AN historic Rickmansworth building has been given a new lease of life after opening as a "theatre of baking".

Number 9 Church Street is now Cinnamon Square and children were invited to come into "The Makery" to decorate cakes and cookies on Friday, November 25, as part of the town's Victorian evening.

Cinnamon Square is the brainchild of Paul and Tricia Barker.

The Rickmansworth couple already had a mail order business selling baking kits and gifts, but this year chose to open a store in their home town.

Now, anyone passing along Church Street will not fail to be drawn to Cinnamon Square, a bakery and caf reminiscent of the shop in Joanne Harris's novel Chocolat. Like the shop in the novel, the window of Cinnamon Square is full of tempting chocolate treats that have all been made on site.

Tricia said: "We have been very well received by the local community. We have had a great response, especially to the bread and the cinnamon squares."

The building where Cinnamon Square is now housed retains many of its original features, including low wooden beams on the ground floor and a timber roof spanning the upstairs seating area.

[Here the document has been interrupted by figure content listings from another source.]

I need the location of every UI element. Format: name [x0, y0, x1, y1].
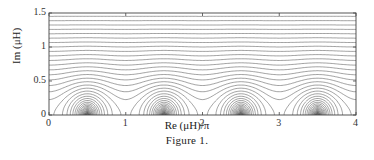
y-tick-label: 0: [41, 108, 46, 119]
x-tick-label: 1: [123, 117, 128, 128]
x-axis-label: Re (μH)/π: [0, 119, 374, 131]
figure-caption-text: Figure 1.: [166, 134, 208, 146]
y-tick-label: 1: [41, 40, 46, 51]
figure-caption: Figure 1.: [0, 134, 374, 146]
y-tick-label: 1.5: [34, 6, 47, 17]
plot-frame: [49, 13, 356, 115]
x-tick-label: 0: [46, 117, 51, 128]
y-axis-label: Im (μH): [10, 28, 22, 64]
y-tick-label: 0.5: [34, 74, 47, 85]
y-axis-label-text: Im (μH): [10, 28, 22, 64]
x-tick-label: 3: [276, 117, 281, 128]
contour-lines: [49, 16, 356, 115]
x-tick-label: 4: [353, 117, 358, 128]
x-tick-label: 2: [200, 117, 205, 128]
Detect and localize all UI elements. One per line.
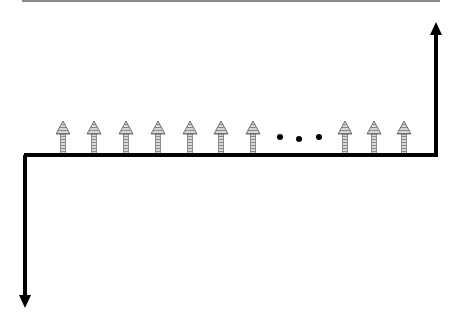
small-up-arrow-icon (151, 121, 165, 155)
small-up-arrow-icon (338, 121, 352, 155)
small-up-arrow-icon (367, 121, 381, 155)
small-up-arrow-icon (183, 121, 197, 155)
outflow-down-arrow-icon (19, 155, 31, 308)
small-up-arrows (56, 121, 411, 155)
large-inflow-up-arrow-icon (430, 22, 442, 157)
small-up-arrow-icon (119, 121, 133, 155)
ellipsis (277, 134, 322, 142)
ellipsis-dot (296, 136, 302, 142)
cash-flow-diagram (0, 0, 460, 320)
small-up-arrow-icon (397, 121, 411, 155)
ellipsis-dot (316, 134, 322, 140)
ellipsis-dot (277, 134, 283, 140)
small-up-arrow-icon (214, 121, 228, 155)
small-up-arrow-icon (87, 121, 101, 155)
small-up-arrow-icon (56, 121, 70, 155)
small-up-arrow-icon (246, 121, 260, 155)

Church Street is part of the Rickmansworth Conservation Area, which means the road has been designated by Three Rivers District Council as an area of special architectural interest.

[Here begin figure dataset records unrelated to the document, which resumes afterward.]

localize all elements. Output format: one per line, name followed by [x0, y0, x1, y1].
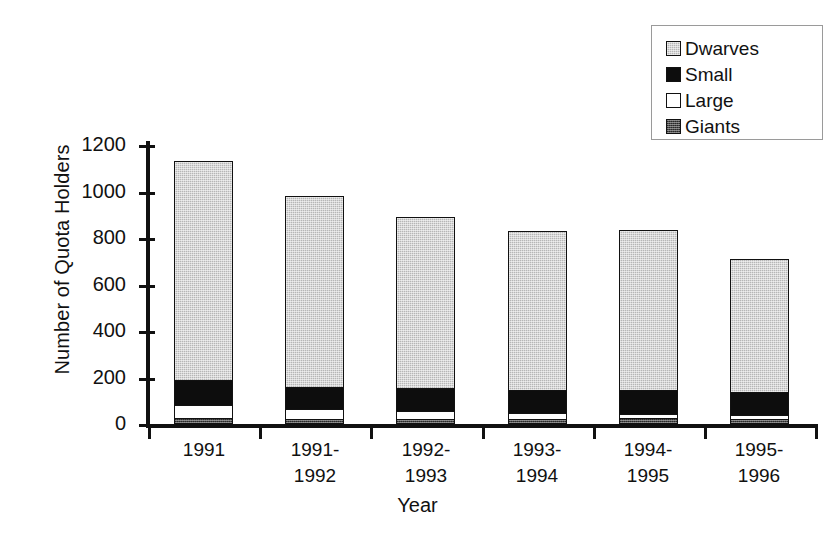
y-tick: 600: [139, 285, 155, 288]
bar-segment-dwarves[interactable]: [174, 161, 233, 381]
y-tick-label: 200: [93, 365, 126, 388]
legend-item-dwarves[interactable]: Dwarves: [666, 35, 822, 61]
stacked-bar[interactable]: [508, 231, 567, 424]
bar-segment-dwarves[interactable]: [396, 217, 455, 389]
x-tick-label-line: 1994: [477, 463, 597, 489]
y-tick-label: 0: [115, 412, 126, 435]
x-tick-label-line: 1996: [699, 463, 819, 489]
legend-label: Giants: [685, 117, 740, 136]
bar-segment-giants[interactable]: [174, 418, 233, 424]
x-tick-label-line: 1992-: [366, 437, 486, 463]
stacked-bar[interactable]: [174, 161, 233, 424]
bar-segment-small[interactable]: [508, 390, 567, 414]
x-tick-label: 1994-1995: [588, 437, 708, 489]
legend-swatch-large: [666, 93, 681, 108]
legend-label: Dwarves: [685, 39, 759, 58]
bar-segment-small[interactable]: [285, 387, 344, 411]
x-tick-label: 1992-1993: [366, 437, 486, 489]
legend-label: Large: [685, 91, 734, 110]
stacked-bar[interactable]: [730, 259, 789, 424]
legend-label: Small: [685, 65, 733, 84]
x-tick-label-line: 1993-: [477, 437, 597, 463]
y-tick-label: 400: [93, 319, 126, 342]
y-tick-label: 600: [93, 272, 126, 295]
x-tick-label: 1991-1992: [255, 437, 375, 489]
bar-segment-small[interactable]: [730, 392, 789, 416]
chart-legend: DwarvesSmallLargeGiants: [651, 25, 823, 140]
legend-swatch-dwarves: [666, 41, 681, 56]
plot-area: 020040060080010001200 19911991-19921992-…: [148, 145, 815, 424]
y-axis-title: Number of Quota Holders: [51, 110, 74, 410]
bar-segment-dwarves[interactable]: [285, 196, 344, 388]
y-tick: 1000: [139, 192, 155, 195]
x-tick-label: 1995-1996: [699, 437, 819, 489]
x-tick-label-line: 1994-: [588, 437, 708, 463]
stacked-bar[interactable]: [285, 196, 344, 424]
x-tick-label-line: 1995: [588, 463, 708, 489]
x-tick-label: 1991: [144, 437, 264, 463]
bar-segment-dwarves[interactable]: [508, 231, 567, 391]
x-tick-label-line: 1991: [144, 437, 264, 463]
legend-swatch-small: [666, 67, 681, 82]
bar-segment-small[interactable]: [396, 388, 455, 412]
bar-segment-small[interactable]: [174, 380, 233, 407]
legend-item-large[interactable]: Large: [666, 87, 822, 113]
x-tick-label-line: 1995-: [699, 437, 819, 463]
bar-segment-dwarves[interactable]: [619, 230, 678, 392]
stacked-bar-chart: Number of Quota Holders 0200400600800100…: [0, 0, 835, 550]
x-tick-label-line: 1992: [255, 463, 375, 489]
bar-segment-giants[interactable]: [730, 419, 789, 424]
stacked-bar[interactable]: [396, 217, 455, 424]
bar-segment-small[interactable]: [619, 390, 678, 416]
x-axis-title: Year: [0, 494, 835, 517]
y-tick: 0: [139, 424, 155, 427]
x-tick-label: 1993-1994: [477, 437, 597, 489]
stacked-bar[interactable]: [619, 230, 678, 424]
bar-segment-giants[interactable]: [396, 419, 455, 424]
y-tick-label: 800: [93, 226, 126, 249]
x-tick-label-line: 1993: [366, 463, 486, 489]
legend-item-small[interactable]: Small: [666, 61, 822, 87]
y-tick: 800: [139, 238, 155, 241]
y-tick: 200: [139, 378, 155, 381]
y-tick: 1200: [139, 145, 155, 148]
y-tick-label: 1200: [82, 133, 127, 156]
bar-segment-giants[interactable]: [285, 419, 344, 424]
y-tick-label: 1000: [82, 179, 127, 202]
y-tick: 400: [139, 331, 155, 334]
bar-segment-dwarves[interactable]: [730, 259, 789, 394]
bar-segment-giants[interactable]: [619, 418, 678, 424]
x-tick-label-line: 1991-: [255, 437, 375, 463]
legend-item-giants[interactable]: Giants: [666, 113, 822, 139]
legend-swatch-giants: [666, 119, 681, 134]
bar-segment-giants[interactable]: [508, 419, 567, 424]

Cinnamon Square itself is in a listed building, which can trace its history back to the 16th Century and is a single bay building, in other words it is one room wide. It was part of an early 16th Century or earlier timber-framed three-bay hall house and a surviving part of one of the very early houses that lined the way to St Mary's Church. The building, which is opposite the old vicarage, was originally open from floor to ceiling. In about 1600, a chimney, floor, and dormer window were added.

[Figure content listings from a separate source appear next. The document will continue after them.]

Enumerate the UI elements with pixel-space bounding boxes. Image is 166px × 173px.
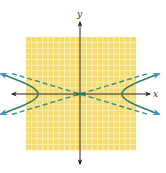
y-axis-label: y <box>76 9 83 19</box>
center-dot <box>78 92 82 96</box>
hyperbola-diagram: x y <box>0 0 166 173</box>
x-axis-label: x <box>153 89 158 99</box>
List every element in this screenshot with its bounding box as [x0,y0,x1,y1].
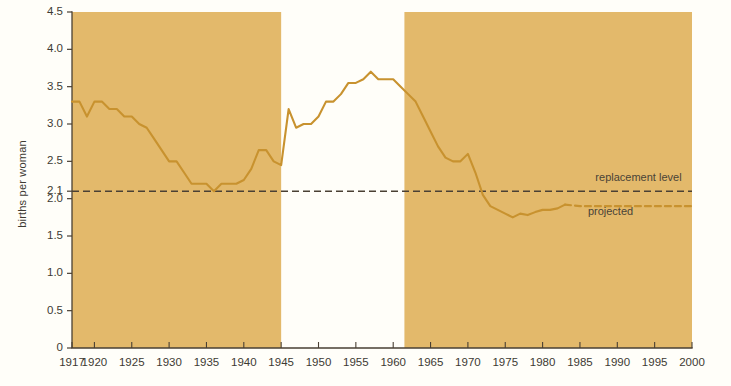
y-tick-label: 0 [57,342,63,354]
y-axis-label: births per woman [16,104,28,264]
y-tick-label: 3.5 [47,81,63,93]
y-tick-label: 0.5 [47,305,63,317]
y-tick-label: 1.0 [47,267,63,279]
y-tick-label: 1.5 [47,230,63,242]
fertility-rate-chart [0,0,731,386]
y-tick-label: 2.1 [47,185,63,197]
y-tick-label: 2.5 [47,155,63,167]
y-tick-label: 3.0 [47,118,63,130]
band-1917-1945 [72,12,281,348]
x-tick-label: 2000 [668,357,716,369]
chart-canvas [0,0,731,386]
y-tick-label: 4.0 [47,43,63,55]
replacement-level-annotation: replacement level [595,171,681,183]
projected-annotation: projected [588,205,633,217]
y-tick-label: 4.5 [47,6,63,18]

Joyce Bishop, a Chorleywood resident who has studied timber framed buildings, said: "It is an important little building that adds to the mixed character of buildings of all periods in Church Street and has survived for nearly 500 years."

Tricia explained how she and her husband found the site: "We are local and we were keeping an eye on what was going on. A board went up outside the building.

"It fits in with our business really well. It has quite a historic character."